The Next Generation

Anton Armstrong with the SFYCA.
Anton Armstrong with the SFYCA.

What would you do with a room full of 80 teenagers? Turn on the television? Order pizza? Lock the door and run for cover?

At the Oregon Bach Festival, the standard approach to the younger set is treat them like musicians, and allow them to soar. OBF offers a number of kid-friendly events, but none is more moving than the renowned Stangeland Family Youth Choral Academy.

The SFYCA attracts youth singers (who must audition) from all over the country for a 14-day immersion, June 30 to July 13, in the Bach Festival, grounded in technical classes (musicianship, body singing, vocal technique) and participating in exacting rehearsals with SYFCA Director Anton Armstrong, OBF Artistic Director Matthew Halls, former Artistic Director Helmuth Rilling and SFYCA Assistant Director Cole Blume. The packed schedule will crescendo with a performance July 9 at First United Methodist Church; they will also be joining OBF’s closing concert, Verdi’s Requiem, July 13 at Silva Concert Hall.

EW caught up with Armstrong, who has been with the SFYCA since its founding in 1998.

“If we don’t nurture them now, we’re not going to have participants. We’re not going to have attendees,” he says. But beyond building a future audience, Armstrong notes that, “More profoundly, when we develop young people, we develop a culture.”

That culture, Armstrong believes, is a culture of “servant artists.” Music in service to others, according to Armstrong, is what separates the Bach Festival from similar programs. “This is not about the diva. It’s about what we do as a community.”

Former SFYCA member Chelsea Young agrees. “You step away from high school and into this family of world-class musicians. You sit in the audience for these breathtaking performances, and then you’re in rehearsal with those same musicians the next afternoon, or you’re one table over from them in the dining hall. How cool is that? To see your heroes as real people, how hard they work … to see them embodying the Bach Festival ethos, which is that music is a great and vital connector.”

Armstrong says he hopes audience members walk away from the SFYCA performance with an understanding that “young people can make great art,” noting that the word amateur has its roots in the word amour. An amateur, according to Armstrong, is a great lover.

Young says one of the most valuable efforts the SFYCA makes for young musicians is saying, “Welcome. You’re joining us here as a member of our artistic body, not as a summer camper. And, as a fellow musician, we expect you to rise to the occasion. You as a group of young artists bring something unique and invaluable to this festival.”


Work to be completed ::
Where does the string "scatter" appear in the records? Copy every line that contains it.

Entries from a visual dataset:

>>>>

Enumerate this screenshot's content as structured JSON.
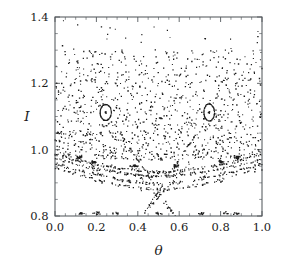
{
  "figure": {
    "kind": "poincare-section-scatter",
    "background_color": "#ffffff",
    "point_color": "#1b1b1b",
    "frame_color": "#555a5e",
    "width": 285,
    "height": 259
  },
  "axes": {
    "plot_box": {
      "left": 55,
      "top": 17,
      "right": 262,
      "bottom": 216
    },
    "x_title": "θ",
    "y_title": "I",
    "x_tick_labels": [
      "0.0",
      "0.2",
      "0.4",
      "0.6",
      "0.8",
      "1.0"
    ],
    "y_tick_labels": [
      "0.8",
      "1.0",
      "1.2",
      "1.4"
    ]
  },
  "chart_data": {
    "type": "scatter",
    "title": "",
    "xlabel": "θ",
    "ylabel": "I",
    "xlim": [
      0.0,
      1.0
    ],
    "ylim": [
      0.8,
      1.4
    ],
    "xticks": [
      0.0,
      0.2,
      0.4,
      0.6,
      0.8,
      1.0
    ],
    "yticks": [
      0.8,
      1.0,
      1.2,
      1.4
    ],
    "xminor_step": 0.05,
    "yminor_step": 0.05,
    "grid": false,
    "legend": null,
    "marker": {
      "shape": "dot",
      "size_px": 1.1,
      "color": "#1b1b1b"
    },
    "point_count_estimate": 2300,
    "series": [
      {
        "name": "chaotic-sea",
        "kind": "cloud",
        "n": 1150,
        "theta_range": [
          0.0,
          1.0
        ],
        "I_range": [
          0.965,
          1.3
        ],
        "note": "dense irregular scatter, density decreasing upward, thinning above I = 1.24"
      },
      {
        "name": "sparse-high-tail",
        "kind": "cloud",
        "n": 28,
        "theta_range": [
          0.02,
          0.99
        ],
        "I_range": [
          1.28,
          1.39
        ],
        "note": "isolated outliers near the top frame"
      },
      {
        "name": "kam-island-left",
        "kind": "ellipse-ring",
        "center": [
          0.245,
          1.112
        ],
        "semi_axis_theta": 0.028,
        "semi_axis_I": 0.025,
        "tilt_deg": -18,
        "n": 150,
        "has_center_fixed_point": true
      },
      {
        "name": "kam-island-right",
        "kind": "ellipse-ring",
        "center": [
          0.745,
          1.112
        ],
        "semi_axis_theta": 0.026,
        "semi_axis_I": 0.026,
        "tilt_deg": 12,
        "n": 150,
        "has_center_fixed_point": true
      },
      {
        "name": "invariant-curve-1",
        "kind": "arc",
        "edge_I": 0.985,
        "min_I": 0.932,
        "min_theta": 0.5,
        "n": 175
      },
      {
        "name": "invariant-curve-2",
        "kind": "arc",
        "edge_I": 0.972,
        "min_I": 0.918,
        "min_theta": 0.5,
        "n": 160
      },
      {
        "name": "invariant-curve-3",
        "kind": "arc",
        "edge_I": 0.958,
        "min_I": 0.897,
        "min_theta": 0.5,
        "n": 140
      },
      {
        "name": "invariant-curve-4",
        "kind": "arc",
        "edge_I": 0.944,
        "min_I": 0.879,
        "min_theta": 0.5,
        "n": 105
      },
      {
        "name": "separatrix-x-crossing",
        "kind": "x-cross",
        "center": [
          0.5,
          0.874
        ],
        "half_width": 0.185,
        "slope": 0.175,
        "n": 120
      },
      {
        "name": "lower-filaments",
        "kind": "x-cross",
        "center": [
          0.5,
          0.856
        ],
        "half_width": 0.26,
        "slope": 0.18,
        "n": 70
      },
      {
        "name": "bottom-island-chain",
        "kind": "blob-row",
        "I": 0.808,
        "theta_centers": [
          0.13,
          0.205,
          0.295,
          0.5,
          0.705,
          0.82,
          0.88
        ],
        "n": 65
      },
      {
        "name": "resonance-blobs-upper",
        "kind": "blobs",
        "positions": [
          [
            0.115,
            0.977
          ],
          [
            0.188,
            0.963
          ],
          [
            0.385,
            0.951
          ],
          [
            0.585,
            0.951
          ],
          [
            0.805,
            0.963
          ],
          [
            0.878,
            0.977
          ]
        ],
        "n": 90,
        "note": "dense elongated clumps embedded on the topmost invariant curves"
      }
    ]
  }
}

<<<<

Result below ::
    "kind": "poincare-section-scatter",
    "type": "scatter",
        "note": "dense irregular scatter, density decreasing upward, thinning above I = 1.24"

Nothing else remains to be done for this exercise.